The basis for the donor-driven politics of America is the primary election, where ambitious individuals raise money to win elections to win the candidacy for political parties. Originally the primaries were intended to rescue politics from the smoke-filled rooms of Tammany Hall. They have now taken it into halls of luxury hotels and very expensive fund raising dinners. Effectively, there is no membership of political party in any sense that anyone in Britain would have recognized ten years ago.
But now, what you see in Britain is what we had already got here in the States: dwindling party rolls as members decide that a party leadership that seems to pay no attention to what they want is not really worthwhile spending money or time on; alienated unions being sent to the tradesman's entrance of Number Ten while the more piratical captains of industry get the red carpet treatment at the front.
The resemblances go even deeper. Blair originally won his leadership campaign, the closest thing to a primary the Labour Party had ever had, with an expensive campaign paid for by a wealthy individual with little or no previous connection to the Party. And now, along with a peerage, Michael Levy is the financial engineer behind his client Tony Blair's bid for financial independence from the unions, not to mention a key determinant in Britain's Middle East policy. At least Levy's son in Israel is anti-Likud, but British policy has been more tolerant of Sharon's excesses than, shall we say, Robin Cook would ever have countenanced.
There is a strong case for entrepreneurs and business people sending money to the Labour Party. Labour is better for the economy than Thatcherism, and there is a long tradition of millionaires supporting the party, even if the first name that springs to mind, Robert Maxwell, evokes caution more than applause.
Several of the recent donors say they were told to keep their loans quiet, which suggests that Clintonian reasons were paramount. Like Clinton, Blair was wrestling with the problem of how to finance an election when so many of his autocratically decided policies ran counter to the principles of the traditional members and supporters of the party. He had already attenuated the Labour Conference from a decision making body to an American style convention, a circus to endorse and showcase the winner of the expensive primary election for Party leadership. Party branches were overtly encouraged to go into hibernation.
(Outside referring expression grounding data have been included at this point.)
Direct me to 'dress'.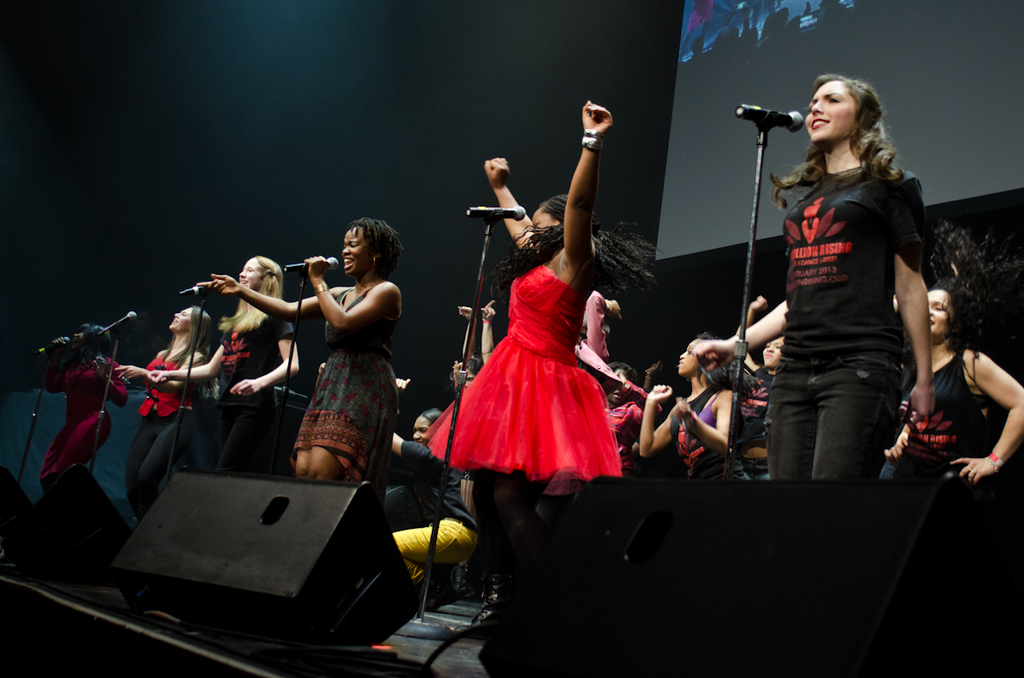
Direction: BBox(297, 277, 402, 473).
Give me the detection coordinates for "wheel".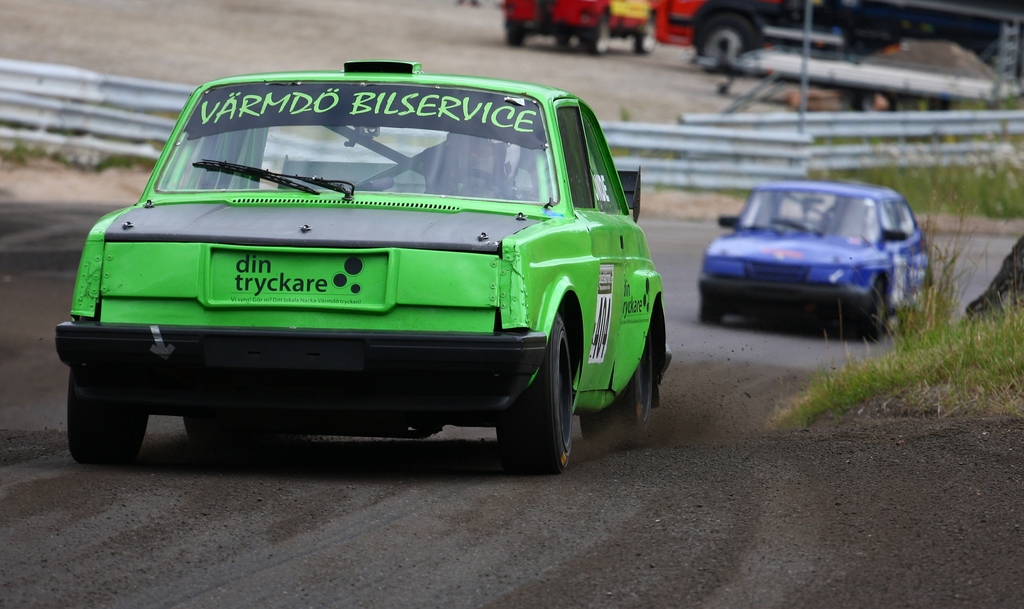
(696,299,720,330).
But the members were voting with their feet ad dropping out. Unions were finding better uses for their political funds than supporting a leadership that regarded them with a baleful Thatcherite glare and which actually boasted of having the most regressive labour laws in Europe. Hence a secret slush fund and with a leap and bound, Tony was free, free to ignore his own party on Iraq, education, and all of his other innovations.
However, there is a price for this. If the first stage, the party organization, is jettisoned during the launch of the Blair fan club into political orbit, what does it leave for his successor? One answer would be state funding, which would perpetuate the current leadership's independence from the party's electoral base, at least until the Tories get their act together.
Big cheques, whether from government or millionaires, are not conducive to grass roots democracy, nor to grassroots activism of the kind needed to rebuild Labour's base. It would be interesting to hear what aspirant party leaders have to say about rebuilding the party. If members are to be involved in the choice of the next leader, and in the next election, it would be useful if promising candidates started persuading disgusted former members to return, not least by promising to listen to them.